There's just one episode of "The Original Series" on one of the Blu-Ray discs in the second season Star Trek collection. A partial explanation for this might be that "The Trouble With Tribbles" is augmented not just with "bonus content" but two follow-up episodes from later series. Before I bought the Blu-Ray sets I had watched my way through two "Best of" DVDs, one of which had the original episode on it, and as for Deep Space Nine's thirtieth anniversary time-travel episode I can remember having seen it years before. In between them, though, I was interested for my own reasons in seeing one of the animated episodes from 1973...
In trying to contemplate what state animation had wound up in by that year, I did have to confront that I do still have many things to know. With what little I do know about animation just then, though, I can suppose an "animated Star Trek" could have seemed at once a standout work in a time long past Hanna-Barbera's prime-time cartoons and just another dismissible "cartoon versions of actual people" Saturday morning show, a sign Star Trek was starting to be something more than just "that space show that used to be on" and the sort of thing "Trekkies" might tune into out of idle curiosity while still sure the show could be brought back to actual live action. That just about all of the original cast had been brought back to do their own voice work was significant, but I did wonder a tiny little bit about criticisms of "celebrity voice acting" in some more recent productions. I'd already known James Doohan was the go-to guy for extra voices, Scotty's voice being just one of the ones he tried out at the first audition, and also that the person at Filmation who chose paints was colour-blind, as evidenced by the uniformly pink tribbles.
The show not being able to use the actual theme from the original series seemed a weakness, but some of the music in the episode itself didn't sound half bad to me even as I wondered how often it would have recurred in the episodes that followed. The animation itself was indeed "limited" and the stock angles were already getting familiar by the end of the episode, but there I thought it likely Filmation wouldn't have had the overseas "in-betweeners" now relied on. In any case, there was a not altogether sedate sort of space battle (although the "robot freighters" the Enterprise was escorting did make me think a bit of other "nobody ever dies in a cartoon" moments); I wondered about the Enterprise and the Klingon ship both "firing off-screen" and then remembered some are quick to point fingers at visual science fiction being dodgy when it comes to scale.
I did also, it's true, remember the original Space Battleship Yamato was made in Japan the next year, but actual intersection between the two shows might not have happened; by the time "Star Blazers" showed up on this side of the Pacific in the wake of Star Wars, Star Trek was getting back to live action. I'm aware the rest of the Star Trek animated series is available on DVD, but also of how selective I've been with these Blu-Ray sets. It was in its own way informative, anyway.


[What the task asks] Every line below that mentions the word "regular" should be copied out.

[Dataset rows for apps and sites]

_ _ _

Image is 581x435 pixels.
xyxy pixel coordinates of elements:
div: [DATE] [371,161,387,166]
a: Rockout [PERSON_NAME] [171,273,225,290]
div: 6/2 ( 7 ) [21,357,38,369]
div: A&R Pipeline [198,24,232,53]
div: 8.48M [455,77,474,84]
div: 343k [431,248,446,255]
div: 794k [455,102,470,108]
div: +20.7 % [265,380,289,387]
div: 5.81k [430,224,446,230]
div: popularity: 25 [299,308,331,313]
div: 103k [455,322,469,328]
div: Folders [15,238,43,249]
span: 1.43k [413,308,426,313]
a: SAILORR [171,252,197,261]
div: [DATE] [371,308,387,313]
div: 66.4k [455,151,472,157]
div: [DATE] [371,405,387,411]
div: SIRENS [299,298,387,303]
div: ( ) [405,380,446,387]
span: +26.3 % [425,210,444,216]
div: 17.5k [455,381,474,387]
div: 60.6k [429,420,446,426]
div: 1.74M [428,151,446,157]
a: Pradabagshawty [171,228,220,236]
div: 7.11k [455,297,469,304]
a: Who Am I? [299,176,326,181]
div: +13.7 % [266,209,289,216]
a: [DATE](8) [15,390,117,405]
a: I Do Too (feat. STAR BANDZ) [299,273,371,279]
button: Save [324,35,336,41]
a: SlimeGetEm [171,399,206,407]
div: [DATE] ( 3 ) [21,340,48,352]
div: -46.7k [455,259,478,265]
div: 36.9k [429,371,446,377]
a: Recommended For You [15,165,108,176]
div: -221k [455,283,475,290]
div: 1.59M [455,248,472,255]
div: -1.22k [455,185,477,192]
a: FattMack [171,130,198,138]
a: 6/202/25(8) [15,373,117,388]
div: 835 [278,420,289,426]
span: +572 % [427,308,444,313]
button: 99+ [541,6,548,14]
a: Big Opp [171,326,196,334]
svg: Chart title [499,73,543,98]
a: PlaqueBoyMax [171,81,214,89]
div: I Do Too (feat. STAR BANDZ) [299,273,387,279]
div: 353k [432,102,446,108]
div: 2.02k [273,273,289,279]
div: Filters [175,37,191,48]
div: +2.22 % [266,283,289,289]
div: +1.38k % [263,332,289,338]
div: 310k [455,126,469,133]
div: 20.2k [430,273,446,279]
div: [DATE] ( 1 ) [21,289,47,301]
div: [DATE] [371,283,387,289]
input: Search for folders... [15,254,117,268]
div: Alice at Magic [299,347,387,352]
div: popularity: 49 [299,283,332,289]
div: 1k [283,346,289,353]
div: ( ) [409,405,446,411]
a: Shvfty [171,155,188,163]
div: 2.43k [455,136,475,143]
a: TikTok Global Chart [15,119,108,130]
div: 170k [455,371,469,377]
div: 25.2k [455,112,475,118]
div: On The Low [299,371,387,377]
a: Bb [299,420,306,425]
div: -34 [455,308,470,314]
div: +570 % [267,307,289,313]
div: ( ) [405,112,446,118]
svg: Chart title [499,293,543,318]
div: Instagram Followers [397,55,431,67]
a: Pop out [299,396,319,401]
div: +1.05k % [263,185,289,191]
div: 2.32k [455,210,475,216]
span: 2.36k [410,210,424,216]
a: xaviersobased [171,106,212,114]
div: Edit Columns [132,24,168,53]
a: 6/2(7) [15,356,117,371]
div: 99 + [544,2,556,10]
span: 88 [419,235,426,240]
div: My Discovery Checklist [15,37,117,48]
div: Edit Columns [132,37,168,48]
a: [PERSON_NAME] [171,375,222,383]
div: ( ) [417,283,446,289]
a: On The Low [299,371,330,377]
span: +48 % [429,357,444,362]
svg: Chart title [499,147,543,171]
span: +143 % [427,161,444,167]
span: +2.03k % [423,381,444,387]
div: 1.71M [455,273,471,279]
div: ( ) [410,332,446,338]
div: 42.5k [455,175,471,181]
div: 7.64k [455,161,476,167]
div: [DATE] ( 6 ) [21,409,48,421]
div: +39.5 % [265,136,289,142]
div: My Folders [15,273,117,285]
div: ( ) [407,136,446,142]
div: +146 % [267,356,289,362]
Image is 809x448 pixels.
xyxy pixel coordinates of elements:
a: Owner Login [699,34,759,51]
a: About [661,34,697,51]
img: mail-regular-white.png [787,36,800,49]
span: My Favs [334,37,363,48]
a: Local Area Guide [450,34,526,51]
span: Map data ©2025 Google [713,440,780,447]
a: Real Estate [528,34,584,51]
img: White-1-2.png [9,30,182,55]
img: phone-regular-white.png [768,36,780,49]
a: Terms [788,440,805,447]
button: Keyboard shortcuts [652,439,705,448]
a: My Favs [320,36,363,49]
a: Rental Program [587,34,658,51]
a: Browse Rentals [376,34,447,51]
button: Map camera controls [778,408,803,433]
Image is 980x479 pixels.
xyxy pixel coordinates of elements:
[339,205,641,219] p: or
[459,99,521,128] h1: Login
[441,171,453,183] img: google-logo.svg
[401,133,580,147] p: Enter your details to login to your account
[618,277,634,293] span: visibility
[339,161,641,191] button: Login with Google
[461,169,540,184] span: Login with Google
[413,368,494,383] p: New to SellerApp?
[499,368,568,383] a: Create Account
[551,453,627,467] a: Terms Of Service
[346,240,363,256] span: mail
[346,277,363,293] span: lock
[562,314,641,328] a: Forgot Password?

_ _ _

[Exercise answer]
img: mail-regular-white.png [787,36,800,49]
img: phone-regular-white.png [768,36,780,49]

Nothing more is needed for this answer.